Features
None of the above: Why I won't be voting for president
As has been the case for the past few presidential elections, on Election Day I will almost certainly cast my vote once again for none of the above. Here is why:
Religious insiders: Mainline Protestants still dominate
Mainline Protestant denominations have steadily declined in membership for four decades in the U.S., so it was not surprising to learn recently that Protestants overall are losing, or have lost, their status as the nation’s religious majority. Growing religious diversity has meant also that in national politics the Democrats could nominate a Jewish vice presidential candidate in 2000 and a Catholic presidential hopeful this year.
Does this cap the end of dominant influence at top government levels for members of the historic Protestant denominations?
Unjustly taxed: The Bible and politics in Alabama
When has a master’s thesis in theology ever spurred a governor to try to amend his state’s constitution? Perhaps only in the case of Susan Pace Hamill, whose concern for justice and knowledge of tax law led her to write The Least of These: Fair Taxes and the Moral Duty of Christians, a biblical critique of Alabama’s tax code. Hamill wrote the thesis—which later became a pamphlet—in 2001 as part of a sabbatical year at Beeson Divinity School in Birmingham.
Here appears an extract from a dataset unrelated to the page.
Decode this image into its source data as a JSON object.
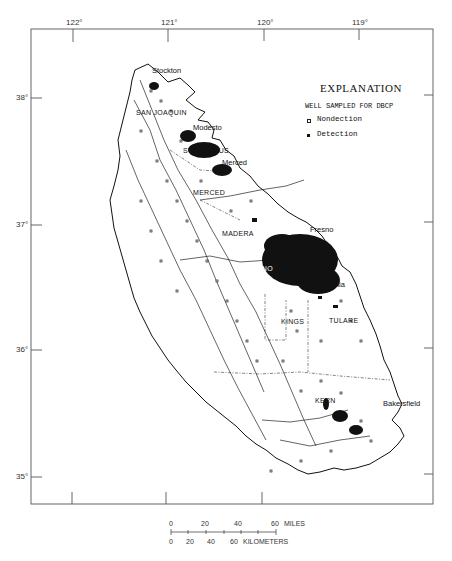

She was on leave from the University of Alabama Law School.
Don't say when: Expecting the Second Coming
But of that day and hour no one knows, not even the angels of heaven, nor the Son, but the Father only. . . . Therefore you also must be ready; for the Son of man is coming at an hour you do not expect. (Matt. 24:36, 44)
Fair exchange: Who benefits from outsourcing?
The outsourcing of U.S. jobs overseas, the subject of much discussion in this year’s presidential campaign, is part of an economic movement that promises a better life—indeed, a new beginning—for many people in developing countries. It gives technologically savvy young people in countries like India livelihoods that move them into the ranks of the middle class. On the other hand, workers in industrialized nations are being displaced in large numbers. Comparably well-paying jobs are not being created fast enough to make up for the positions headed offshore.
Fake World
In M. Night Shyamalan’s faux gothic film The Village, a late-19th-century community lives in enforced isolation; the deformed, bloodthirsty creatures who inhabit the woods outside the village prevent access to the world beyond. What makes the film an imitation gothic is the double plot twist. It turns out that the monsters are a fiction invented by the elders of the village to keep the younger generation within its boundaries.
Sound alternatives
If you are a regular listener to radio’s A Prairie Home Companion or a bluegrass fan, chances are you know the signature sound of Sam Bush, a mandolinist who commands his instrument with sublime grace one moment, ferocious jig energy the next. He also has a pleasing voice, tinged with gravel on songs such as the positive-thinking “A Better Man” and the steady-rocking “Bless His Heart.”